Since then it is said that Gucci contacted Smythe and Chagoury offering the chance of a future collaboration and asking them to sign a confidentiality agreement. Both say they turned Gucci down, but Smythe's original post on Instagram has disappeared, something that maybe pointing at the possibly of having reached an agreement.
Before these incidents, though, a young Central Saint Martins womenswear student, Pierre-Louis Auvray, accused Gucci of copying its alien styling for its alien-cast A/W 17 campaign. In this case Alessandro Michele went on to explain the videos were filmed months before Auvray's posts of his images on Instagram. So, while in the previous cases the similarities were rather puzzling, in this case it may have been a strange coincidence.
Yet things aren't over: Parsons' Chinese-born student Terrence Zhou took to Instagram a few days ago like all the other young creatives before him, claiming this time that Viktor & Rolf borrowed inspiration for their A/W 17 Haute Couture collection from his portfolio.
In an interview with Women's Wear Daily (WWD), the young designer explained how he had applied for an internship with Viktor & Rolf in late May, sending them his digital portfolio. His application was rejected since the company requires interns to have an EU passport.
While a U.S. spokeswoman for Viktor & Rolf dismissed Zhou's claim on Monday pointing out that dolls have been a theme of V&R's collections, when you compare the pictures, you get the impression that V&R's collection was a more refined version of Zhou's "Plastic Surgery" collection made in collaboration with fashion illustrator Lizzi Shin as a school project at the end of the Autumn/Winter 2016 semester at Parsons (Shin made the heads that went with Zhou's designs).
The most surprising thing about all these stories is not the fact that luxury companies are employing the same modus operandi of High Street retailers for their designs, but the fact that Zhou spoke to his lecturers at Central Saint Martins who more or less told him that this is the fashion industry and things can't be reversed.

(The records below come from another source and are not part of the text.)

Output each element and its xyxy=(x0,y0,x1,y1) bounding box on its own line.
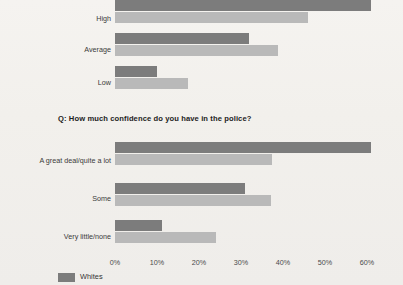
bar-average-whites xyxy=(115,33,249,44)
category-label-great-deal: A great deal/quite a lot xyxy=(1,156,111,165)
x-tick-50: 50% xyxy=(318,258,332,267)
category-label-low: Low xyxy=(1,78,111,87)
bar-high-secondary xyxy=(115,12,308,23)
question-title: Q: How much confidence do you have in th… xyxy=(58,114,252,123)
legend-swatch-whites xyxy=(58,273,75,282)
bar-very-little-whites xyxy=(115,220,162,231)
bar-high-whites xyxy=(115,0,371,11)
bar-great-deal-secondary xyxy=(115,154,272,165)
x-tick-10: 10% xyxy=(150,258,164,267)
legend-label-whites: Whites xyxy=(80,272,103,281)
x-tick-40: 40% xyxy=(276,258,290,267)
x-tick-0: 0% xyxy=(110,258,120,267)
x-axis: 0% 10% 20% 30% 40% 50% 60% xyxy=(0,258,403,270)
category-label-high: High xyxy=(1,14,111,23)
x-tick-30: 30% xyxy=(234,258,248,267)
x-tick-60: 60% xyxy=(360,258,374,267)
bar-very-little-secondary xyxy=(115,232,216,243)
bar-some-secondary xyxy=(115,195,271,206)
category-label-average: Average xyxy=(1,45,111,54)
bar-low-whites xyxy=(115,66,157,77)
x-tick-20: 20% xyxy=(192,258,206,267)
bar-low-secondary xyxy=(115,78,188,89)
bar-some-whites xyxy=(115,183,245,194)
bar-great-deal-whites xyxy=(115,142,371,153)
category-label-very-little: Very little/none xyxy=(1,232,111,241)
chart-figure: High Average Low Q: How much confidence … xyxy=(0,0,403,285)
category-label-some: Some xyxy=(1,194,111,203)
bar-average-secondary xyxy=(115,45,278,56)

Zhou also told WWD that he had friends at CSM "who have had big companies copy their designs and made a lot of money without giving them any credit. Some companies paid them to shut them up and some companies declined to comment."
These stories may prove students need more protection: sending your portfolio to a company hoping to get (not even a proper job but) an (unpaid) internship or putting your collections online only to be copied, hurts a lot on the psychological and the financial level.
Yes, students don't have the money to sue a big company, and their position makes them weak preys of powerful and wealthy fashion houses, so encouraging them to face such rivals is not wise. At the same time, maybe it is about time that universities also helped them with more intensive classes on copyright law and trademarks rather than making them believe that, since everybody is stealing and nothing can be changed, well, they have to conform and accept things as they are (it wouldn't also hurt if the fashion media would stop hailing as geniuses the creative minds behind some famous fashion houses that in the last few years engaged themselves in a stealing and revomiting exercise).
Social media and Instagram in particular seem to have helped quite a few designers and creative minds highlighting copyright issues, but young students should be offered the chance to get to know more about their rights and the actual risks they run when they share their work with big and powerful houses. As things stand, religious orders seem to be knowing better than young creatives how to deal with Intellectual Property laws and, if something doesn't change (also at university level) rather than their lecturers' useless advice, young graduates will be needing a Patron Saint of the Uncopyrighted Student Collection/Portfolio.